3.4 KiB
Cours de Florent.
Information Theory
Coding theory
When we store or transmit data, no system is perfect and some bits of information are incorrectly stred/retrieved or transmitted.
The purpose of this field is to come up with coding and decoding methods that allows to detect and correct errors with a high probablilty.
We shall provide an introduction with simple codes.
Topics covered on the board
- Binary symmetric channel
- Coding and decoding one bit to obtain arbitrary error
- example for a probability of error of 1/6 repeating 3 times, repeating 5 times.
This is essentially a practical version of Shannon's noisy-channel coding theorem.
So in a nutshell, we can tranform a binary symmetric channel with this repetition trick into a binary symmetric chanel with an arbitrary low error rate.
It is not very practical because, it is achieved at a very high cost in terms of transmited of information compared with the actual information we wish to send.We shall therefore look for cheaper alternatives.
Detection
If we are ready to forget about correction and concentrate on detection there is a very simple trick.
We transmit some bits of information b_1\ldots b_n
with one additionnal bit
c
that is computed via a very simple method from these bits, that is a certain function f
of n
arguments such that f(b_1\ldots b_n)=c
.
At reception of some word b'_1\ldots b'_nc'
we check whether f(b'_1\ldots b'_n)=c'
. If it does we assume that there is no error (we might be wrong here), it it does not we assume that there is an error and ask for retransmission of this message (we are correct here).
This is used for low level transmission of information, in particular for ascii characters (since we tend to use powers of 2 when transmitting and storing information and we have one available bit when storing the 7 bits of the ascii encoding).
Correction
We shall consider a last example which allows to detect and correct 1 error, and the algorithm to do this is quite simple.
Assume that we have 9 bits of information. We write this bits in the form of a 3 times 3 matrix. We add 7 redundant bits, one at the end of each line, one at the bottom of each column, and one in the bottom right corner. Each redundant bit is the sum modulo 2 of the corresponding column / line.
With this scheme we can detect 2 errors, but not correct them as there might be up to three codewords that are the nearest to a received message with 2 errors.
We can always correct 1 error by recomputing the redundant data and compare it to the received data. In particular, if the error is within the information part, the line / column of the bit to correct lies at the intersection of the line and colmun where the two redundant bits differ.
We call this informally the matrix code below.
Hamming distance, Minimal distance of a code.
Drawing on the board.
Example for the repeating 3 times code.
Comparing codes.
Examples with :
- Repetition code (1 bit of information, 2 redundant bits). Detects 2 errors, corrects 1.
- parity code (7 bits of information, 1 parity bit). Detects 1 error, corrects none.
- matrix code (9 bits of information, 7 redundant bits). Detects 2 errors, corrects 1.
Conclusion.
Very quick discussion of linear code.
Importance of encoding, detecting and correcting schemes that are efficient.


EXERCISE GOAL » Search the records below for the word "right". Copy each line where it occurs.
##########
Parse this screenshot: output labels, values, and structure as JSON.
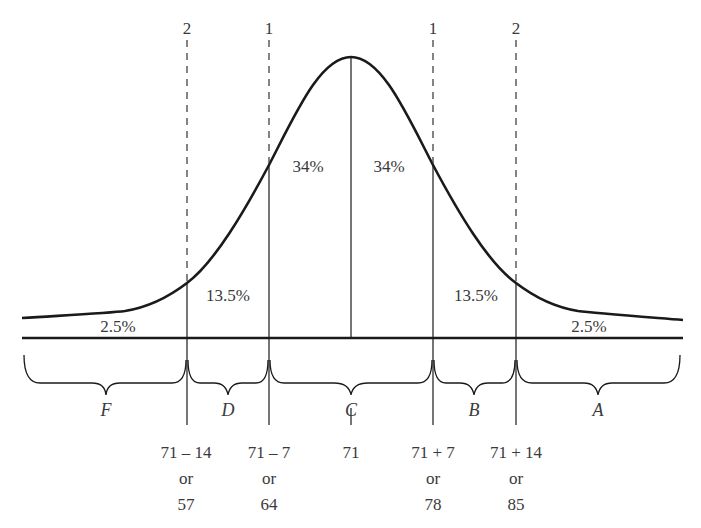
{
  "diagram": {
    "type": "normal-distribution-curve",
    "mean_label": "71",
    "sd_markers": [
      {
        "label": "2",
        "side": "left"
      },
      {
        "label": "1",
        "side": "left"
      },
      {
        "label": "1",
        "side": "right"
      },
      {
        "label": "2",
        "side": "right"
      }
    ],
    "area_percents": [
      {
        "region": "left-tail",
        "value": "2.5%"
      },
      {
        "region": "left-outer",
        "value": "13.5%"
      },
      {
        "region": "left-inner",
        "value": "34%"
      },
      {
        "region": "right-inner",
        "value": "34%"
      },
      {
        "region": "right-outer",
        "value": "13.5%"
      },
      {
        "region": "right-tail",
        "value": "2.5%"
      }
    ],
    "grade_bands": [
      {
        "letter": "F"
      },
      {
        "letter": "D"
      },
      {
        "letter": "C"
      },
      {
        "letter": "B"
      },
      {
        "letter": "A"
      }
    ],
    "cutoffs": [
      {
        "expr": "71 – 14",
        "or": "or",
        "value": "57"
      },
      {
        "expr": "71 – 7",
        "or": "or",
        "value": "64"
      },
      {
        "expr": "71",
        "or": "",
        "value": ""
      },
      {
        "expr": "71 + 7",
        "or": "or",
        "value": "78"
      },
      {
        "expr": "71 + 14",
        "or": "or",
        "value": "85"
      }
    ],
    "colors": {
      "stroke": "#1a1a1a",
      "text": "#3a3a3a",
      "background": "#ffffff"
    }
  }
}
##########
TASK OUTPUT »
        "side": "right"
        "side": "right"
        "region": "right-inner",
        "region": "right-outer",
        "region": "right-tail",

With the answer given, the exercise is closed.